Thirty-four years ago, while teaching school, I had an opportunity of going to Yellowstone National Park with a camping party of school teachers and others from Southern Montana, but as I needed money, I decided to teach a summer school and to postpone the trip until some future time. When the party returned and tried to tell me about the many wonders they had seen, I resolved not to lose another opportunity to go, but I did, and for the same reason that kept me from going before. After this I was not so enthusiastic over the Yellowstone and the many miracles to be seen there.
However, I was always interested in some of the descriptions of the geysers,—Old Faithful, the Giant, Giantess, and others, that threw boiling water, at intervals, from 150 to 250 feet into the air. In Gospel messages I used them to illustrate spiritual truths, but no one had ever given me the slightest conception of the Grand Canyon, the Upper and Lower Yellowstone Falls, the boiling pools, the paint pots, the cascades, Mammoth Hot Springs, the exquisite colorings of the mineral formations, Roaring Mountain, "Hell's Half Acre," the majestic mountain peaks and ranges, Rainbow Lake, the Punch Bowl, Amethyst Spring, and a thousand other things which so awed and inspired me that out of the depths of my being, I exclaimed, "What is man, that thou art mindful of him? and the son of man, that thou visitest him? For thou hast made him a little lower than the angels, and hast crowned him with glory and honor. Thou madest him to have dominion over the works of thy hands; thou hast put all things under his feet."
But how unworthy has he proved to be! Amidst the magnificence and grandeur of the wonders of Nature, he is ever showing his ingratitude, and the tendency to prostitute these things to the uses of his baser nature, and take all the glory to himself. He makes use of the gold and silver to build himself a habitation that storms are destined to shatter, leaving him exposed to divine wrath.
As I meditated upon these things, my heart cried out, "Who shall ascend into the hill of the Lord? or who shall stand in his holy place? He that hath clean hands, and a pure heart; ... He shall receive the blessing from the Lord, and righteousness from the God of his salvation" (Ps. 24:3-5).
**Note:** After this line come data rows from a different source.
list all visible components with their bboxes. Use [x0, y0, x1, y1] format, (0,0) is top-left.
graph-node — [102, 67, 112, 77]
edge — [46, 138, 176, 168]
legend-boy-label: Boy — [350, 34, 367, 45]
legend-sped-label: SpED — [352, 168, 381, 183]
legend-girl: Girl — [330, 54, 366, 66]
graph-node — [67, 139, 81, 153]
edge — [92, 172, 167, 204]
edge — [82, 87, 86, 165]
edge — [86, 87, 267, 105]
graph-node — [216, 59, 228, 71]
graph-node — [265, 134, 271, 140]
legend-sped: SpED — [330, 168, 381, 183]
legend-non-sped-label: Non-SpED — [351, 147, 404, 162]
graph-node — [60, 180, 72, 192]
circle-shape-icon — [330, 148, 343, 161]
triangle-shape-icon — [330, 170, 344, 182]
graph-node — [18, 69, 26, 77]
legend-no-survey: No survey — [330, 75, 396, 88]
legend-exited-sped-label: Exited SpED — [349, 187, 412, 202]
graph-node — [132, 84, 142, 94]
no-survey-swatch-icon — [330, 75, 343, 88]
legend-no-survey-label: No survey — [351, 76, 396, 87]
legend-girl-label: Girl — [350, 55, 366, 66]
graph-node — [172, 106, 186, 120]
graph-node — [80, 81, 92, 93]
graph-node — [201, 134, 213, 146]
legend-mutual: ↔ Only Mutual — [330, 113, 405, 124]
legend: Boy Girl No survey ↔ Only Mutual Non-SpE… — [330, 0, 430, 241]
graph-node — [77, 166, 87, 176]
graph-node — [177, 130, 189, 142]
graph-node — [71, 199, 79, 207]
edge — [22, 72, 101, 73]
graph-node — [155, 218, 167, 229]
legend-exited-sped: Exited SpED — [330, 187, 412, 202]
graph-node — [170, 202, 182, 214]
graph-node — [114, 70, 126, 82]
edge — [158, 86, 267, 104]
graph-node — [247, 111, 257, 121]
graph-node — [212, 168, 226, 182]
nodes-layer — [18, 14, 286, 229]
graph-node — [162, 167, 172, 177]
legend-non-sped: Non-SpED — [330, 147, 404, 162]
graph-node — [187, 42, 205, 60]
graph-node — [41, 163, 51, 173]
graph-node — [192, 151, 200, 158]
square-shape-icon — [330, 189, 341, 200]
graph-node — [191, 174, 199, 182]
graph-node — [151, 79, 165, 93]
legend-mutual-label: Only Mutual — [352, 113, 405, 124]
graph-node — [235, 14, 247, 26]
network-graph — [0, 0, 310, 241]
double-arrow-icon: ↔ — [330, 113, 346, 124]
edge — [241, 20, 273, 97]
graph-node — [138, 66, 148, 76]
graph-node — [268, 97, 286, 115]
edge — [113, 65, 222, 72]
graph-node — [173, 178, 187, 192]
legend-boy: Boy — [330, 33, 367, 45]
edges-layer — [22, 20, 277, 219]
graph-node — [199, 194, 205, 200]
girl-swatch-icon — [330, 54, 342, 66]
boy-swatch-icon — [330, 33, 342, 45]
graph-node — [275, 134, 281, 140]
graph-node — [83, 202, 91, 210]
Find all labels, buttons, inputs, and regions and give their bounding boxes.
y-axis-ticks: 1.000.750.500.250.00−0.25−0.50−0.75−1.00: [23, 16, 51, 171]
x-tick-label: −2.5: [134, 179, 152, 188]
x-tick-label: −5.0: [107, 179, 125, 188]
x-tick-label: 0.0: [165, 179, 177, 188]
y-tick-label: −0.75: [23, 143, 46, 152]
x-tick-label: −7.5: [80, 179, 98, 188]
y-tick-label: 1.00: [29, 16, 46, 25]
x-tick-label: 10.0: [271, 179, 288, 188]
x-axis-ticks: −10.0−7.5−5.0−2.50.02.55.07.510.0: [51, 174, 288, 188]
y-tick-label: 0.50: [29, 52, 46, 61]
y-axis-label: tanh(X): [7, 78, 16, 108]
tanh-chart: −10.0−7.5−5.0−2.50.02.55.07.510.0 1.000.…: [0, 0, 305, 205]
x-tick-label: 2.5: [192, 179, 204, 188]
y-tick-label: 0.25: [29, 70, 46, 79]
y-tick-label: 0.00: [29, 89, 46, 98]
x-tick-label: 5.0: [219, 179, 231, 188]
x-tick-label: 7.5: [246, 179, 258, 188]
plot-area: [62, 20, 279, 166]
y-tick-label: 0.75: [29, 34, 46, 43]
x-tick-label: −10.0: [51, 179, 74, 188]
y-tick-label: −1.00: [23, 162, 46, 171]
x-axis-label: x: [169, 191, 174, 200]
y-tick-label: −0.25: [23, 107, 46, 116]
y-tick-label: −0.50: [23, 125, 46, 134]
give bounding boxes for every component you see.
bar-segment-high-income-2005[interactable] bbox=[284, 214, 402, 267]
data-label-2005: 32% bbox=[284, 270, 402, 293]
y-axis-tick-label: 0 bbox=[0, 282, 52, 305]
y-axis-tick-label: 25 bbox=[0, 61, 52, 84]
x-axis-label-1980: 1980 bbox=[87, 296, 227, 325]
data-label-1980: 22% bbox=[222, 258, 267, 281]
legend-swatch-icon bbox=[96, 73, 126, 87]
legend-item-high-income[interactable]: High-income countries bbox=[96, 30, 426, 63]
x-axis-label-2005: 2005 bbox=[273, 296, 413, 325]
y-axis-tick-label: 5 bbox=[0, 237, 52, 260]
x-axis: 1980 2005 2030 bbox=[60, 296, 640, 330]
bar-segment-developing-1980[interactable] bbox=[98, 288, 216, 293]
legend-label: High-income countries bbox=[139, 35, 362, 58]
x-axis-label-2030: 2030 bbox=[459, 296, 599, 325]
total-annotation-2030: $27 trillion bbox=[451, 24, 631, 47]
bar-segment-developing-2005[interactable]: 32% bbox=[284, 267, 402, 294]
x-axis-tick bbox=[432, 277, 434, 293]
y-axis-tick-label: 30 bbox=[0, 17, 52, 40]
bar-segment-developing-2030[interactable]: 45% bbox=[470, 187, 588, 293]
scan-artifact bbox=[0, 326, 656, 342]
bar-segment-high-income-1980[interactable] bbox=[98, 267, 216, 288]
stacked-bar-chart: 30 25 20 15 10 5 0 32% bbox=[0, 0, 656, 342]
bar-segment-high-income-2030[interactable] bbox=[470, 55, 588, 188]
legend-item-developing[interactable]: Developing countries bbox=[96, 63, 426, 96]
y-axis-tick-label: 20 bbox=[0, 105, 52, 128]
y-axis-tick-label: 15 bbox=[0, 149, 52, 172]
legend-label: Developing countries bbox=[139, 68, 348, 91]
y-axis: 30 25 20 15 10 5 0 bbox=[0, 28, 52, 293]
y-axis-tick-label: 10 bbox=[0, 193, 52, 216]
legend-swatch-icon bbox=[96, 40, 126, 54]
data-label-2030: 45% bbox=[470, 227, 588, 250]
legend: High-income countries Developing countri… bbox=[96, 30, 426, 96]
My heart overflowed like the boiling springs and the gushing geysers, which symbolize the sanctified life.
JUPITER TERRACE © Haynes, St. Paul
When I first had opportunity to go to Yellowstone Park, I did not enjoy the experience of sanctification, and therefore could not have appreciated its many wonders as I do now. Who knows but this is the reason why the door closed and did not open for me to go until I should be in the enjoyment of this experience, and able to impart spiritual truths to others?
There is an inner chamber of the soul that corresponds to the hill of the Lord. It is the place where the Shekinah dwells and His secrets are made manifest. Those who know Him in the relationship of the Bride can better appreciate His handiwork. Submission to the whole will of God is the price of such an experience.
There are those who appreciate the grandeur and magnificence of the Yellowstone as a whole, but there are thousands of spiritual lessons which the book of nature unfolds that the ordinary sightseer fails to grasp.